The Anatomy of Melancholy
Wormwood's Dog and Monkey Show
Brian L. Frye
Wormwood’s Dog and Monkey Show was obviously compiled from a lot more material, which I found over at least a year and a half of hunting about. I spend a good deal of my free time hunting out films. It’s not just any sort of material. I wanted to find films that weren’t totally naïve. None of this stuff is home movies, though some of it almost is. And it’s not professional either. Nor is it newsreel quality. It’s a sort of studied, non-professional filmmaking. It’s by different people, obviously, but they all have a similar position in relation to the camera. To me there’s a sort of beautiful openness to that kind of filmmaking.

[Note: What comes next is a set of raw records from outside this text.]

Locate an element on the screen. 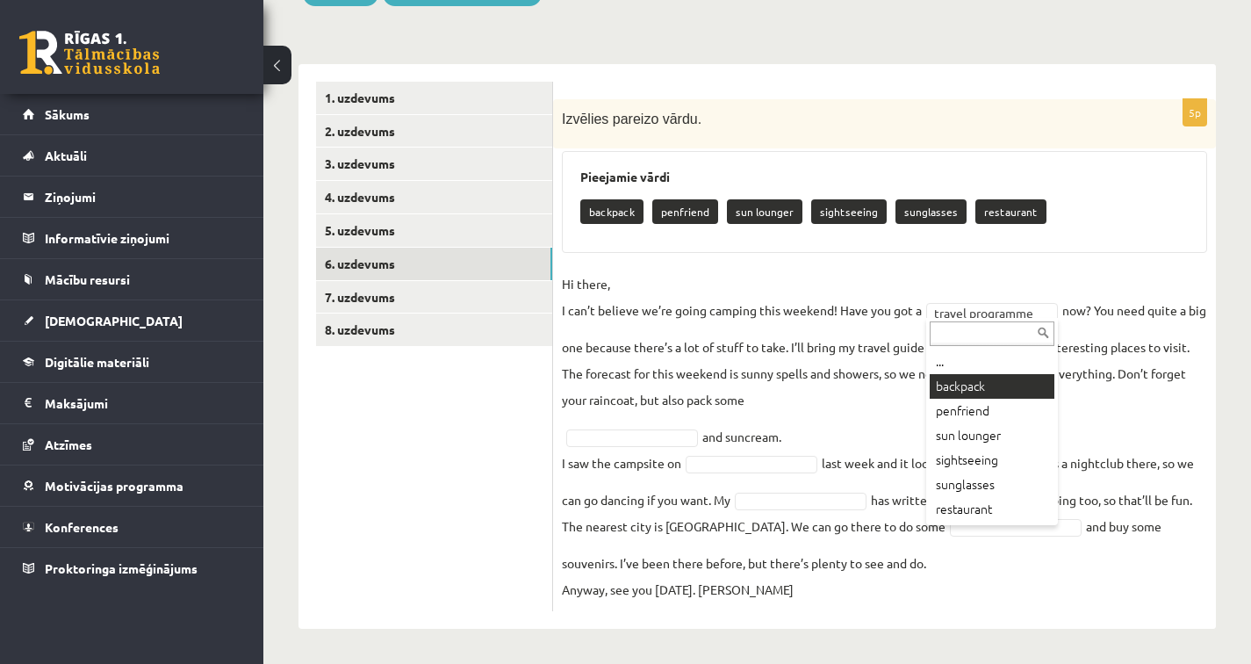 The width and height of the screenshot is (1251, 664). div: sun lounger is located at coordinates (992, 435).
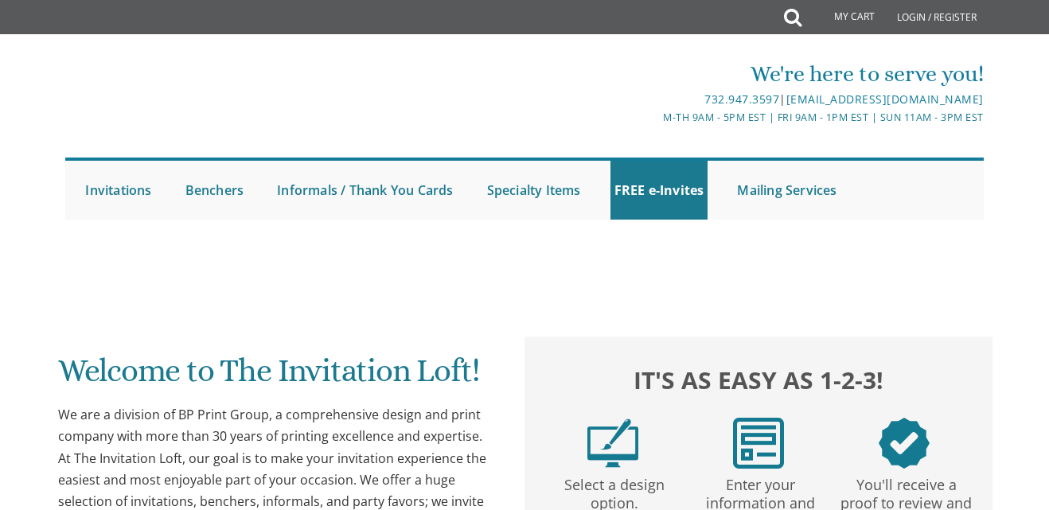 The image size is (1049, 510). What do you see at coordinates (904, 443) in the screenshot?
I see `img: step3.png` at bounding box center [904, 443].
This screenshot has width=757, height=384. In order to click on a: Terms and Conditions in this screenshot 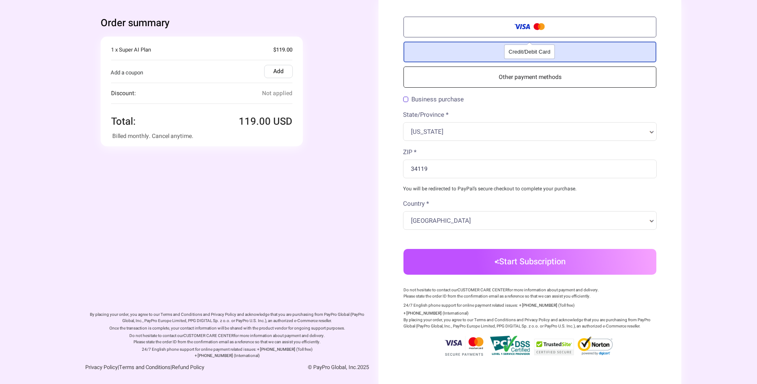, I will do `click(145, 367)`.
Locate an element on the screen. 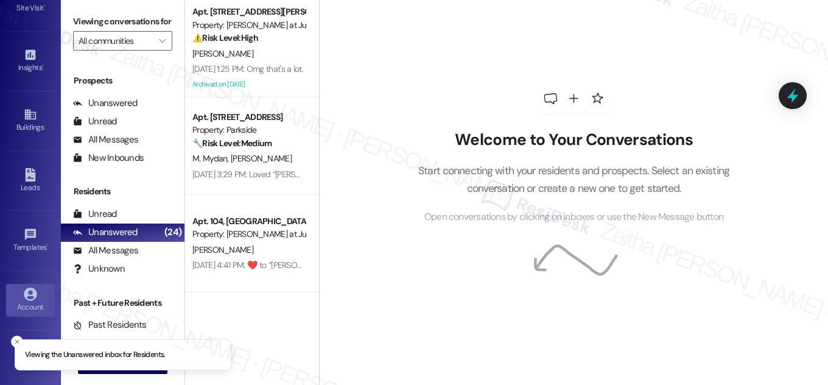 The image size is (828, 385). span: M. Mydan is located at coordinates (211, 158).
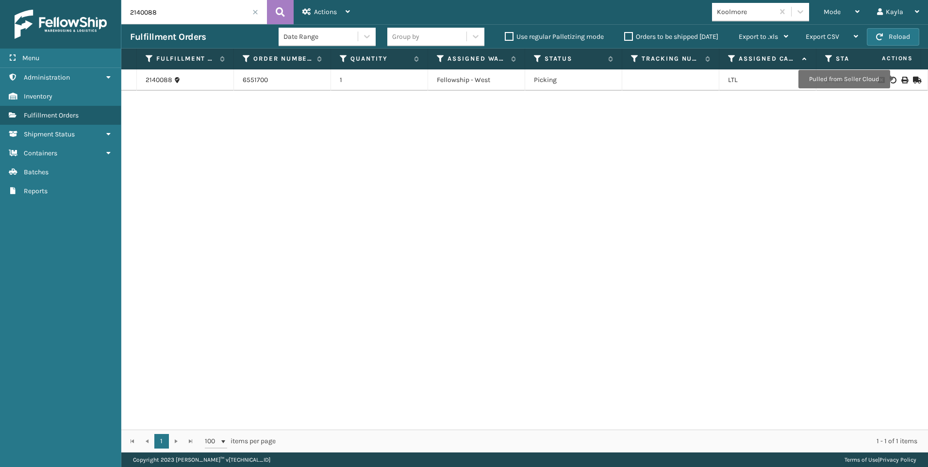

Wormwood's Dog and Monkey Show
Robert Beck is Alive and Well and Living in NYC
Brian L. Frye
Robert Beck was an American soldier from Chicago, who served in the First World War. Struck deaf and dumb by shellshock, Beck was sent to an English sanitarium to convalesce. At some point, the patients attended a movie. Beck began to laugh, and was suddenly cured of his affliction. He became the patron saint of New York's Robert Beck Memorial Cinema, dedicated to films which touch the marvelous. On September 26, 2000, Stuart Sherman, the great performance artist and filmmaker, presented several of his films, interspersed with "perfilmances," in which he re-enacted the passion of Robert Beck. This film is a record of that "spectacle," shot by Lee Ellickson. Stuart Sherman died on September 14, 2001 in San Francisco. This may have been his last New York performance.
Robert Beck is Alive and Well and Living in NYC
The Silent Majority
Penny Lane, Brian L. Frye
This short documentary suggests a direct connection between two of Nixon’s greatest triumphs as president: his landmark 1969 "Silent Majority" speech (in which he argued that street protesters did not represent the views of most Americans, despite their increasing visibility) and his historic landslide re-election in 1972 (in which George S. McGovern won only one state and the District of Columbia, losing even his home state of South Dakota).